On Saturday 10 December 2005 14:32, Thomas Adam wrote:
Oops. I pressed the wrong button, and sent a partially-completed email. Here's the full version.
Alles ist frei
I still fail to see how they could have arrived at that conclusion logically, seeing as they would need to examine a lot more factors than just a cursive-by-proxy diagnosis. No, I am still very much of the opinion that crackers haven't done much, but that the computer _possibly_ has some form of inherent hardware failure.
I am of the same mind.
Tracking that down is often time-consuming, and benefits from experience, and general observations over a period of time, depending on the hardware that's assumed to have failed.
Hence I shied away from that this time.
The dichotomy you have, Paul, is that _suggestion_ of crackers invading your machine has been brought to the forefront, when, on the other hand, it could just simply be hardware failure. If you really do suspect that your machine has been compromised, then your safest bet is to backup ALL of your pertinent data, and reinstall.
Done, see above.
But consider for the moment, the effects this will have. Even if you are successful in doing just that, what's to say that reinstalling the machine's OS is going to fix whatever exploit was present to have caused it in the first place? I've alluded already for the need of a firewall -- is there such a setup in place, for the routed traffic to pass through one? If not, that's the first thing you should do -- and I can assist with that where necessary (essentially -- using IPTables).
I thought there was but now I suspect there wasn't. At least not a compete one. Oversight on my part.

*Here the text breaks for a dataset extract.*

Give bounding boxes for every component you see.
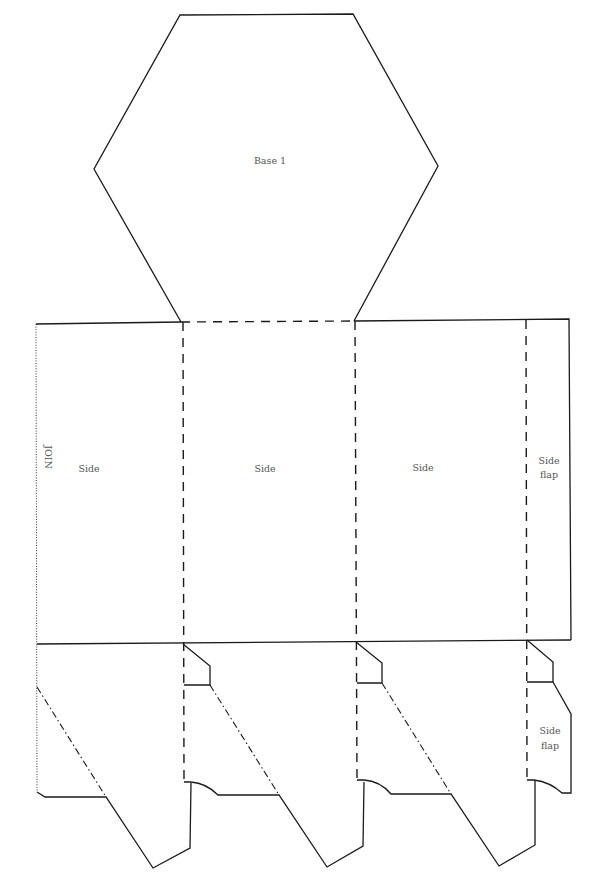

Backing up the data from a supposed infected machine may well mean (depending on what was exploited) that you also backup infected files. This is unlikely, but it could happen. There are a few general things you need to consider though. I'll go through some of them for you.
I haven't done much on the machine for a while so I used an older, pre-exploit (??) version.
Assume for the moment, that this machine hadn't been cracked, and was just being reinstalled for some reason. The data you would backup (to preserve persistency) would most likely be:
/etc/ /home/ /usr/local/
You move all of that to another partition, or CD, or what have you. Then you reinstall, and you move all of that data back. Aside from having to play about with making sure the UID/GID mappings from the old /etc/{shadow,passwd} files matched the permissions for the files already created (the process of this is another email topic in its own right, and serves only as a theoretical concept in this context) -- it's also possible that you've moved an existing (and infected) account with you.
So in situations like this, I would go as far as to employ a rigourous approach of:
1. For all Sixth-form students, allow login. 2. For anyone else, set their shell to 'rbash', or some such.
Locking down "/tmp" has been something that people have been doing since the year dot, and you'll see numerous references to setting "noexec" on the /tmp partition (if you have split it out to be a partition -- always a good idea, IMO), or creating a loopback file to act as a partition so that you can still mount it with noexec.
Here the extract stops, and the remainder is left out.